___ DATA SUPPLIED ___

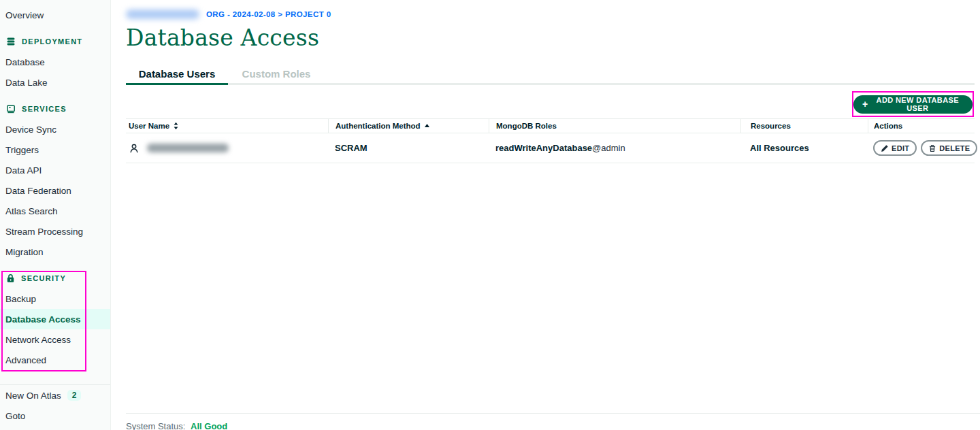  What do you see at coordinates (11, 42) in the screenshot?
I see `database-stack-icon` at bounding box center [11, 42].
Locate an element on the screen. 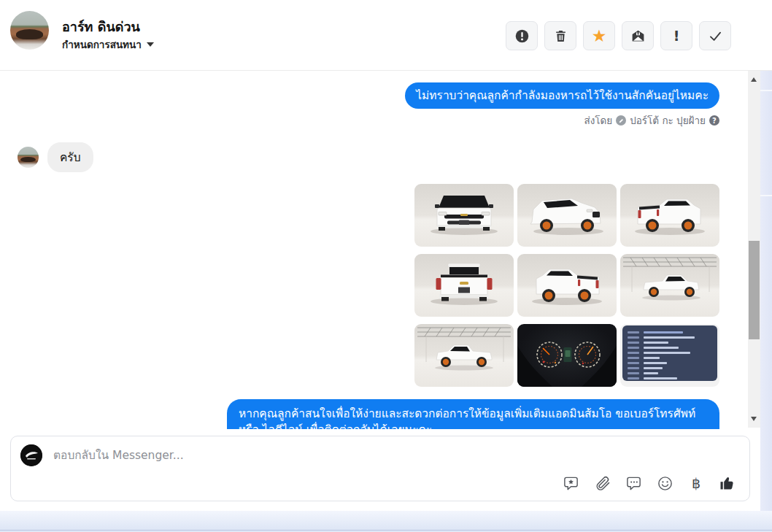  payment-baht-icon: ฿ is located at coordinates (696, 483).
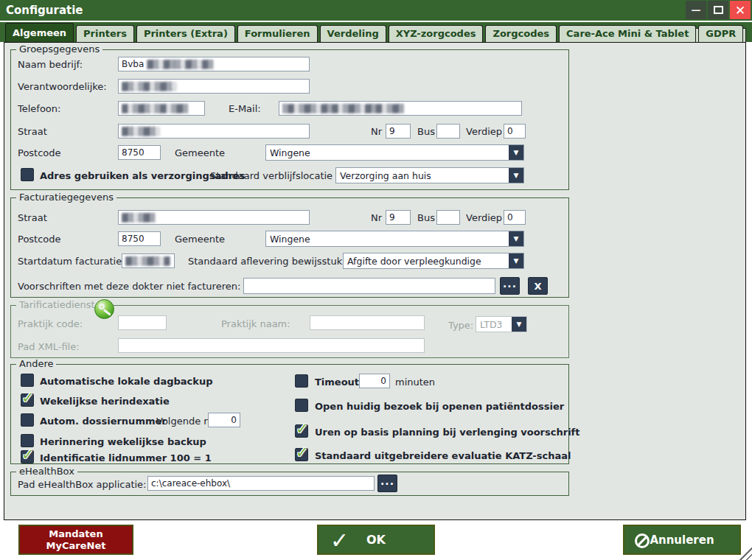  Describe the element at coordinates (59, 49) in the screenshot. I see `groupbox-title: Groepsgegevens` at that location.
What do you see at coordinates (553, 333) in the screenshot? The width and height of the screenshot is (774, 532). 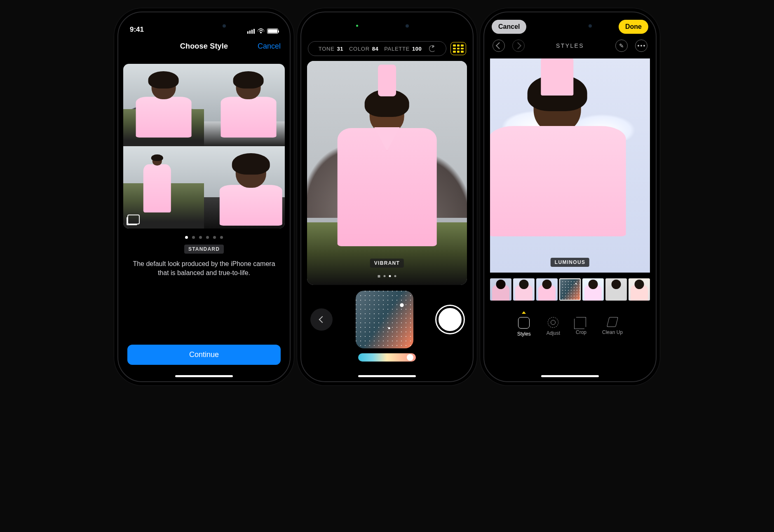 I see `tab-label: Adjust` at bounding box center [553, 333].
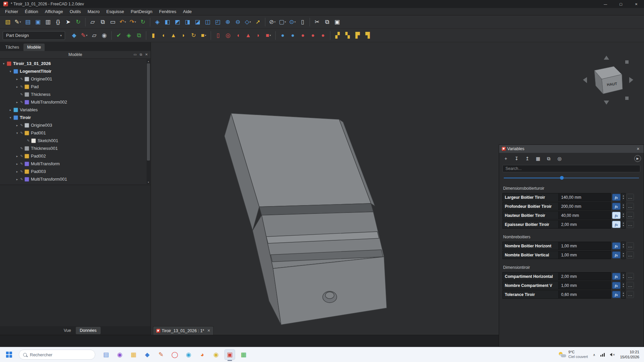  I want to click on create-body-icon: ◆, so click(74, 36).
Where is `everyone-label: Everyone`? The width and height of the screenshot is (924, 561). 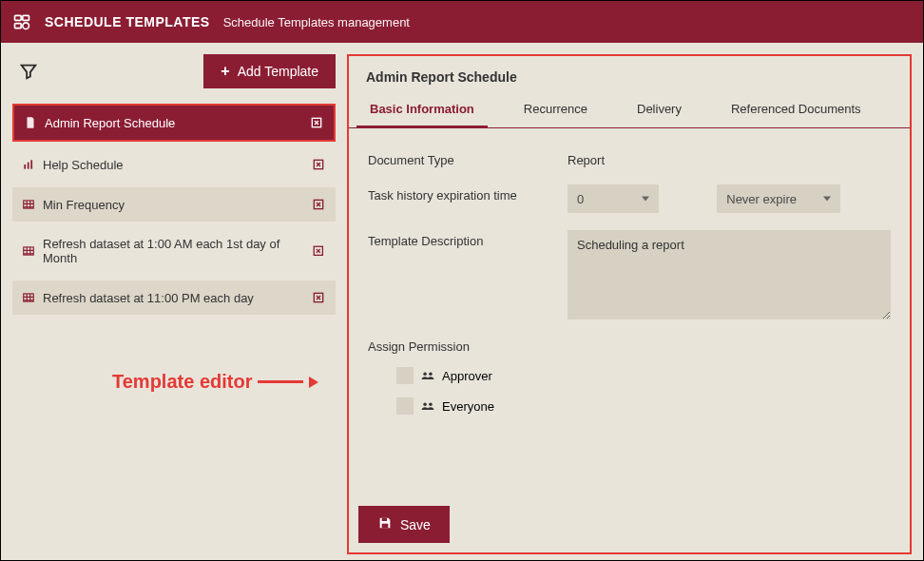
everyone-label: Everyone is located at coordinates (468, 407).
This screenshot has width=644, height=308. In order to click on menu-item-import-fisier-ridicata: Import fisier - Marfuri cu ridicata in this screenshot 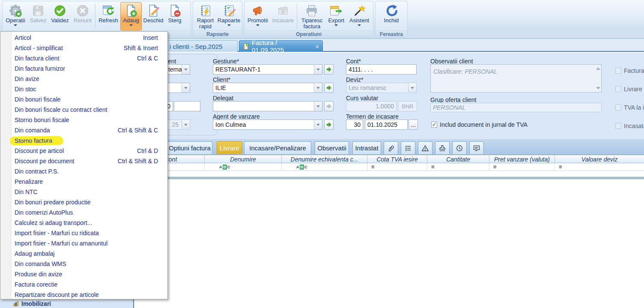, I will do `click(84, 233)`.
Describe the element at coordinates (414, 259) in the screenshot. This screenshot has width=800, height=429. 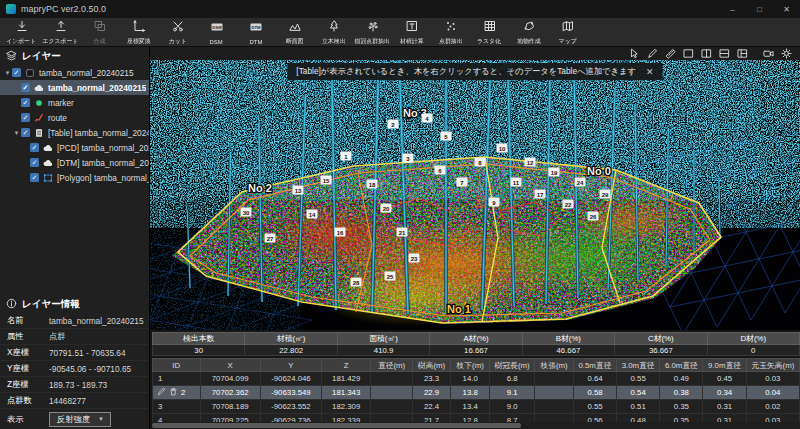
I see `svg-text: 23` at that location.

___

Reproduce the lines from the line with "Describe the element at coordinates (414, 259)" through the last line of the entries exactly, including both ends and excluding pictures.

Describe the element at coordinates (414, 259) in the screenshot. This screenshot has width=800, height=429. 
I see `svg-text: 23` at that location.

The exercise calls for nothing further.